EXE Storm Of the Year
by Jose NazarioLast week I got a weird piece of malware, one that didn’t quite look familiar. A quick round of dynamic and static analysis showed that it was indeed new, and it turns out it was the malware known as the Storm Worm. AV detection, late Thursday night last week, was pretty weak, and I went to bed with a brief writeup in other peoples’ hands and samples shared with other AV researchers. When I woke up, people had found thousands of copies of it everywhere. It turns out that it was being aggressively seeded, and I was somewhere near the front of the line as a recipient. Lucky me!
Inspection of the malware showed that it maintained a list of peers (stored in a file, %SYSTEM32%\peers.ini) that it communicated with. This wasn’t just some spam malware, this was a P2P spam bot. Quickly, the people behind the malware upped the ante with new variants, and they haven’t slowed down too much. Lots of minor variants in each run to stop people doing static MD5 detection, but every day or two they change the code just enough to drop AV detection through the floor. I’ve been able to get samples, either in our mail traps or through contacts, and look at them. There’s a definite shift in tactics afoot. The original variant used UDP port 4000 to communicate, later versions used UDP port 7871. I’ve been looking at this worm’s traffic for the past several days and, despite the fact that we’re seeing boatloads of the mails, we’re not seeing a lot of the traffic these infected boxes generate.

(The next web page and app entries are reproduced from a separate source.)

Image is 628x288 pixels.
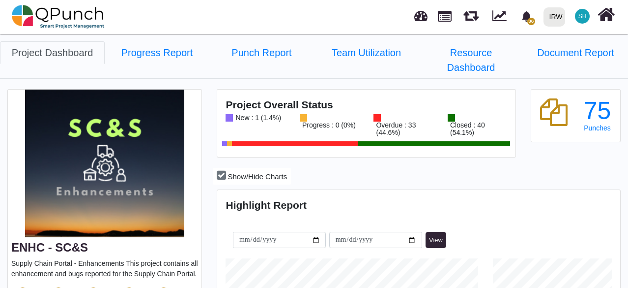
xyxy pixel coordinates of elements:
div: Overdue : 33 (44.6%) [374,121,433,136]
span: Releases [464,5,479,21]
img: qpunch-sp.fa6292f.png [12,2,105,31]
span: 36 [528,18,535,25]
p: Supply Chain Portal - Enhancements This project contains all enhancement and bugs reported for th... [11,258,198,279]
div: New : 1 (1.4%) [233,114,281,121]
div: Progress : 0 (0%) [300,121,356,129]
a: Progress Report [105,41,209,64]
div: IRW [550,8,563,26]
h4: Project Overall Status [226,98,507,111]
li: ENHC - SC&S [314,41,419,78]
a: Punch Report [209,41,314,64]
div: 75 [583,98,612,123]
span: Show/Hide Charts [228,172,287,180]
svg: bell fill [522,11,532,22]
div: Dynamic Report [488,0,516,33]
a: IRW [539,0,569,33]
i: Home [598,5,615,24]
a: bell fill36 [516,0,540,31]
button: View [426,232,446,248]
a: ENHC - SC&S [11,240,88,254]
a: Document Report [524,41,628,64]
div: Notification [518,7,535,25]
a: Resource Dashboard [419,41,524,79]
span: Syed Huzaifa Bukhari [575,9,590,24]
a: SH [569,0,596,32]
span: SH [579,13,587,19]
span: Punches [584,124,611,132]
div: Closed : 40 (54.1%) [448,121,507,136]
a: Team Utilization [314,41,419,64]
button: Show/Hide Charts [213,168,291,185]
span: Dashboard [414,6,428,21]
h4: Highlight Report [226,199,612,211]
a: 75 Punches [583,98,612,132]
span: Projects [438,6,452,22]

Based solely on these traffic measurements, it’s hard to say just how many boxes are infected, but it doesn’t appear to be that many when compared to something like MyDoom or Bagle. This appears to be a lot more like the size of Nugache’s network. The traffic graph shown here shows a 24 window of one ASN’s traffic for UDP port 7871 (there was no detectable UDP port 4000 traffic), and there’s only bytes per second of traffic, and it’s not sustained. This isn’t a non-issue, but the bark (the flood of emails) may be worse than the bite (the P2P traffic, which indicates infected boxes), at least globally.

This year’s trend looks like it will be “get your own private distributed spam net,” built using malware and specialized botnets. Rustock, Storm Worm, and probably others are going to make the spam problem all that much harder to deal with.